The United Front late on Sunday night decided against dissolution of the Lok Sabha as and when the Congress withdrew support to the Gujral government.

UF sources had told Rediff On The NeT on Sunday evening that the prime minister would not reply to Congress president Sitaram Kesri and would instead meet the President on Monday morning and recommend dissolution of the House.

However, the UF core committee met for over two hours and discussed at length the Left parties's demand for dissolution of the Lok Sabha.
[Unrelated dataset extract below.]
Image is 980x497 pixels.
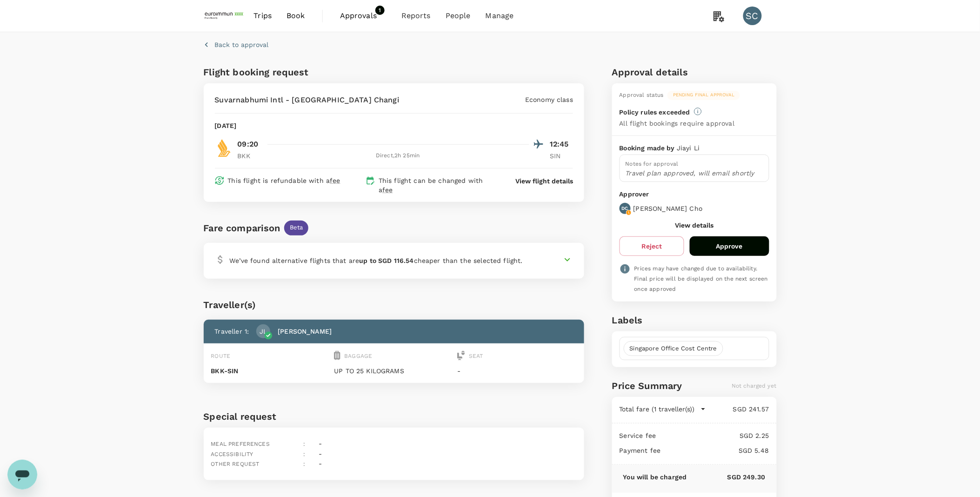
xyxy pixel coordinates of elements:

In the end, the committee shot down the demand on the ground that it could pave the way for a split in the Congress and facilitate the Bharatiya Janata Party's gameplan to form an alternate government by engineering defections.

It was also decided that Prime Minister I K Gujral would formally convey the Front's decision to the Congress, rejecting that party's demand for dropping the DMK ministers from the Union council of ministers.

Front convener N Chandrababu Naidu was among those who opposed the dissolution of the Lok Sabha; the Andhra Pradesh chief minister said it would only help the BJP to form a government at the Centre.

Congress president Sitaram Kesri had communicated to Gujral that his party would withdraw support to the Front government if it did not drop the DMK ministers whose party was indicted by the Jain Commission which probed the conspiracy behind Rajiv Gandhi's assassination.

Though the letter was drafted on Friday, Gujral did not send it to Kesri, in the vain hope that a compromise could be reached and a way found out of the impasse.

Briefing the media after the meeting which concluded well past midnight, UF spokesperson S Jaipal Reddy said the Front favoured a discussion on the Jain Commission report.

The UF core committee will meet again this morning to consider the fallout of the Congress's reactions, both inside and outside Parliament.

Reddy said informal talks between the Congress and the Front are on at various levels. Railway Minister Ram Vilas Paswan and Minister of State for External Affairs Kamala Sinha met Kesri yesterday. "We are trying to keep communal forces away and the nation intact," Paswan told the media when he left Kesri's home.